Atlass(t)ian! Why I luv’em.

I met Mike Cannon-Brookes at the Office 2.0 Enterprise Irregulars’ (EIs) dinner for the first time (Atlassian sponsored the dinner for the EIs). Joe Kraus (CEO, Jotspot) encouraged me to talk to him; Kraus said he had a great company, and I should meet him. I talked to Cannon-Brookes briefly that night, but took the initiative to follow up with him the next day.

I ambled over to the Atlassian station, and first started talking to Anthony Rethans, a biz dev guy responsible for OEM relationships. Rethans started telling me general info about the company. He said that the company had over 4500 customers and that about 2000 of those were Confluence customers (Atlassian’s Enterprise Wiki) and the remainder were Jira customers. Jira was Atlassian’s first product– bug-tracking software. He said half of the Fortune 100 were using an Atlassian product. That got my attention.

As I was talking to Rethans, Cannon-Brookes came by. I asked him to show me the product, and I kept asking questions. Cannon-Brookes started showing me Confluence, but the more questions I asked, the more I was more interested in the success of the business than the product itself.

Cannon-Brookes told me the firm has well over a hundred thousand users on the product, and they’re prepping to announce a “scalable” solution (Confluence Massive) that will boost the company’s capacity to handle large accounts. Even today, he said, “IBM has over 15,000 users on the product.”

The facts, according to Atlassian, on the company’s stellar growth are the following:

Mike and Scott

  • At 22 years old, Mike Cannon-Brookes and Scott Farquhar, his college mate from University of New South Wales (Sydney) started the company with a credit-card investment. To date, the company has taken in no outside investment and all growth is wholly organic. Estimates on the company’s revenues after four years in business are $15 million.
  • From the beginning, the company experienced over 40% growth every quarter, until the past year or so, but it’s still barrelling along at about 20% per quarter in keeping with its size.
  • Although the company spends some money on marketing, i.e., online marketing and a modest event-marketing program, the company’s success has mostly been word-of-mouth.
  • The company has no debt.
  • The company asserts that, “We sell a LOT of software. Licenses, one at a time,” according to Cannon-Brookes. An estimated 98% of the company’s revenue comes from software, not service contracts.
  • The split between Atlassian’s two products, Confluence and Jira is roughly 40/60, with Confluence growing faster.
  • The company employs 65 employees (the majority are software engineers)– 50 in Sydney, 12 in San Francisco, and 6 in Malasia.
  • Atlassian releases 4 major releases every year, and about a dozen minor ones.
  • There are over 200 plug-ins for the product which are shared at the discretion of the customer to the Atlassian community.
  • Atlassian’s pricing can be found on its web site. Although the product is not open source, customers receive the source code with the purchase of a license.

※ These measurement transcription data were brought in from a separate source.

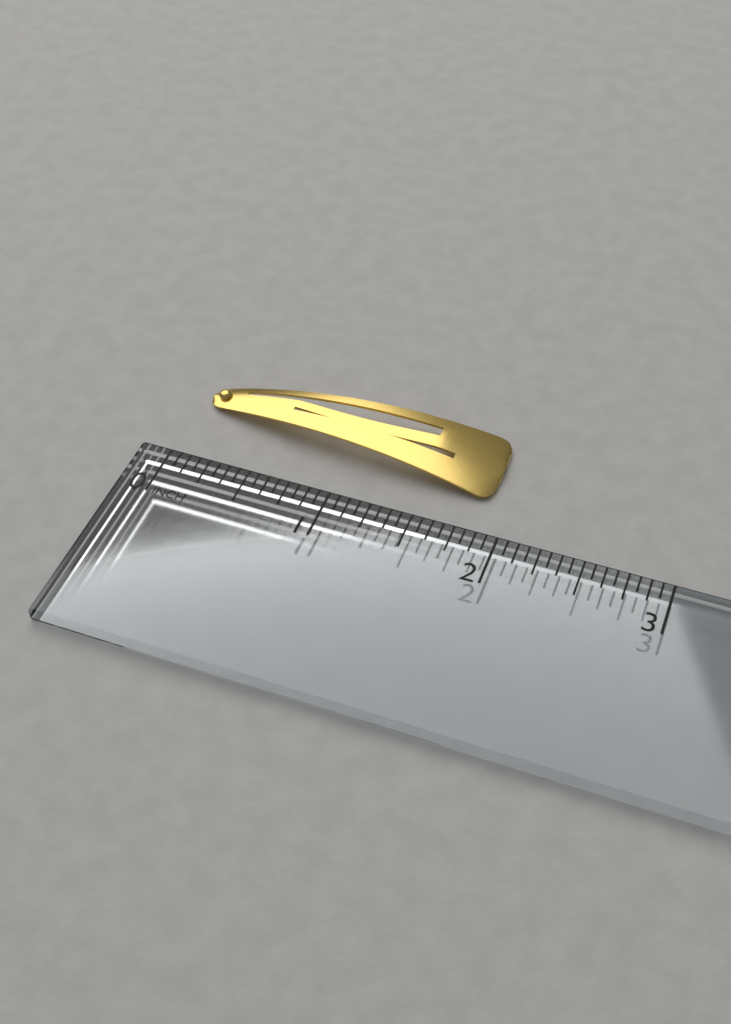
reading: 1.8750 in
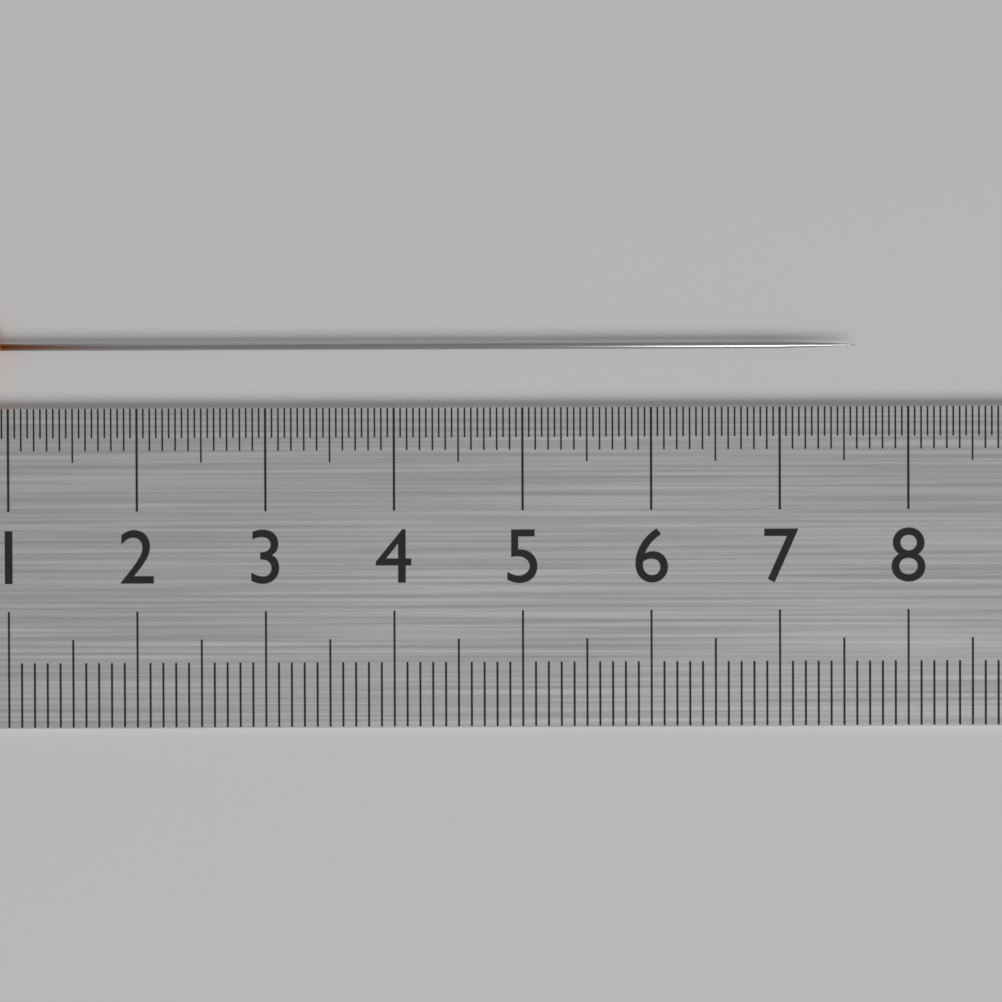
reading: 7.60 cm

Why do I love this company? They’re the first real example of an Enterprise 2.0 company succeeding in every way– financially (profitable, with no backing); widespread user adoption; a simple, but effective business model; steady growth, and a unique corporate culture to boot. In addition, they’re NOT from Silicon Valley, they’re Australian.

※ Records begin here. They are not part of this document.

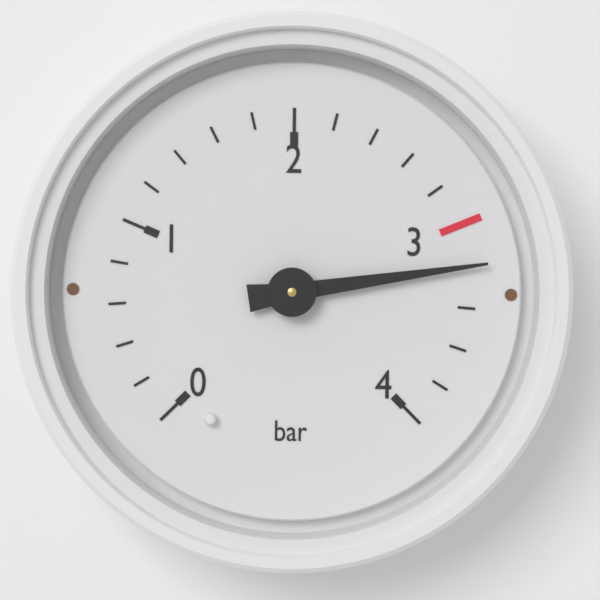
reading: 3.2 bar
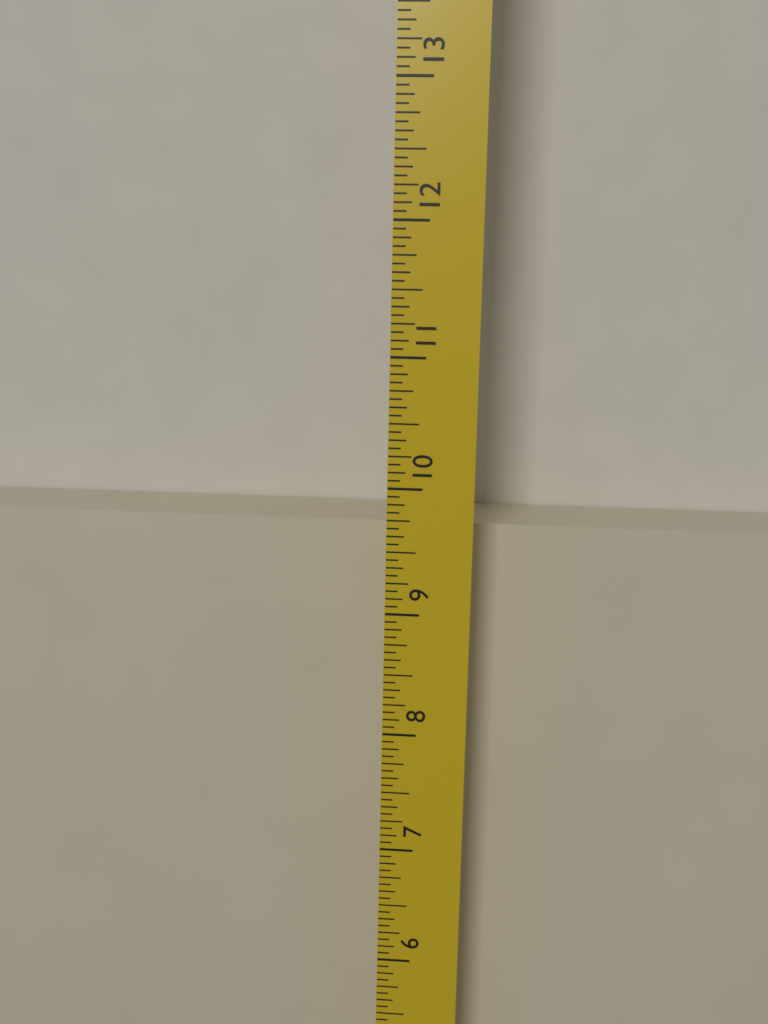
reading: 9.6250 in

As a matter of fact, some of the typical analyst-type questions I was firing at the management was received with a shrug. In essence, they didn’t care what the answer was, or they really didn’t know. I loved that! They weren’t rude or pretentious; they shrugged those questions off– because they could. The biggest obstacle Cannon-Brookes said he was facing currently was managing the growth of the business.

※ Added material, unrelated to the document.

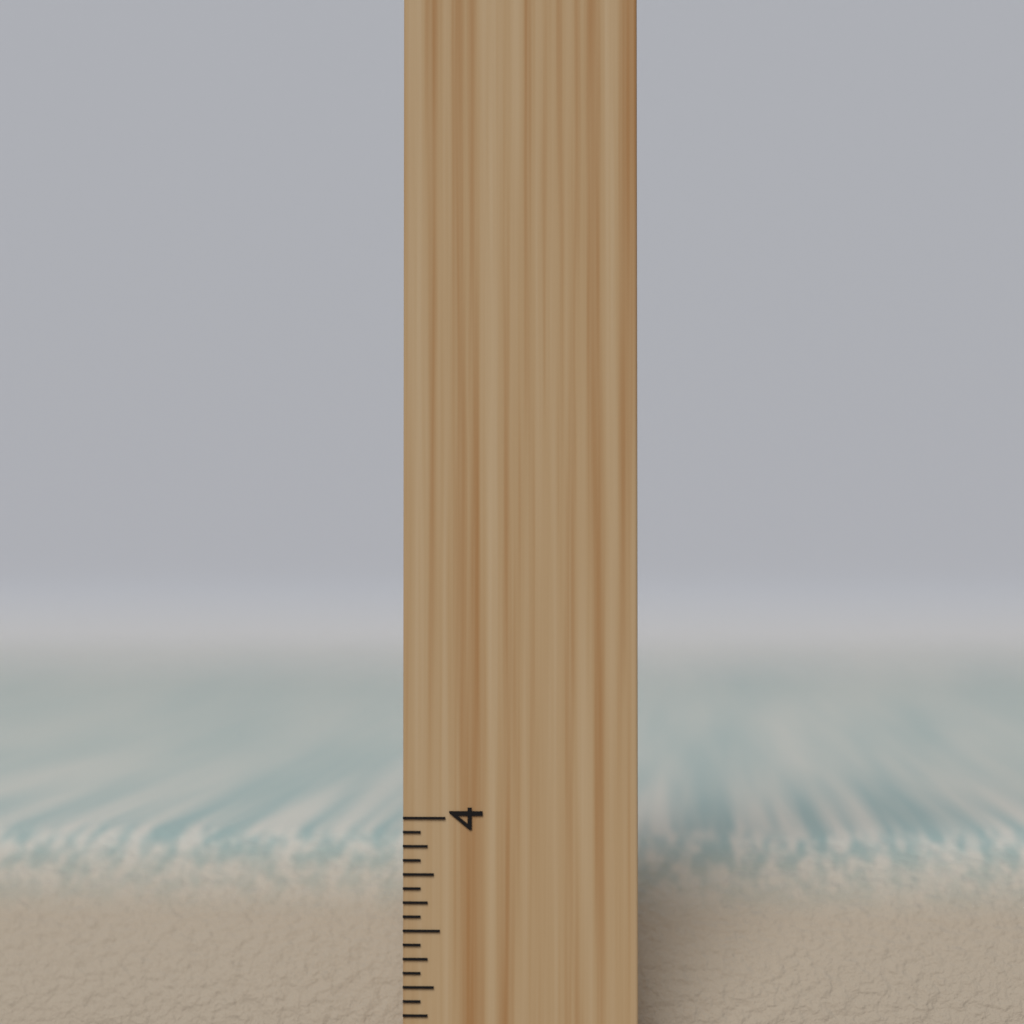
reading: 3.8125 inch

The rap on Atlassian surrounds the issue of whether or not they’re candid about their revenues and customers, whether they’re truly Enterprise 2.0 (as their solutions are not on-demand, but rather the old school model of download, install, and maintain), and that they have a network of relationships with resellers and systems integrators for service.

I did my own fact-checking, and I have not changed my mind. I think this company has tremendous potential and should be an inspiration to every vendor participating in the next wave of Enterprise software.

This year’s ITSinsider e2.0, “Rock Stars of the year” goes to the boys from Atlassian. If you have a success story (still in progress) that can trump this one– let me know. I’m interested.

Author: Susan Scrupski

Longtime fan of technology to improve humanity.

6 thoughts on “Atlass(t)ian! Why I luv’em.”

  1. Wow must say I am quite impressed with not only the growth you fellas have had but also the way how you did it all on a credit card investment and not outside investors. Good luck in the future! I am going to keep my eye on this.

  2. Excellent post Susan!

    BTW for me “Excellent” = “informative, interesting, useful, on-point and well-written.

    I’m going to do a bit of research and evaluation on Atlassian.

    Best wishes for a wonderful weekend!

  3. Susan,

    Thanks for the great comments! Mike spoke highly of you after he came back from the conference – its great to see that you realize that ‘2.0’ doesn’t just apply to consumer, web-based products.

    As for ‘rock stars’ – that’s a title that we’ll both have to grow in to!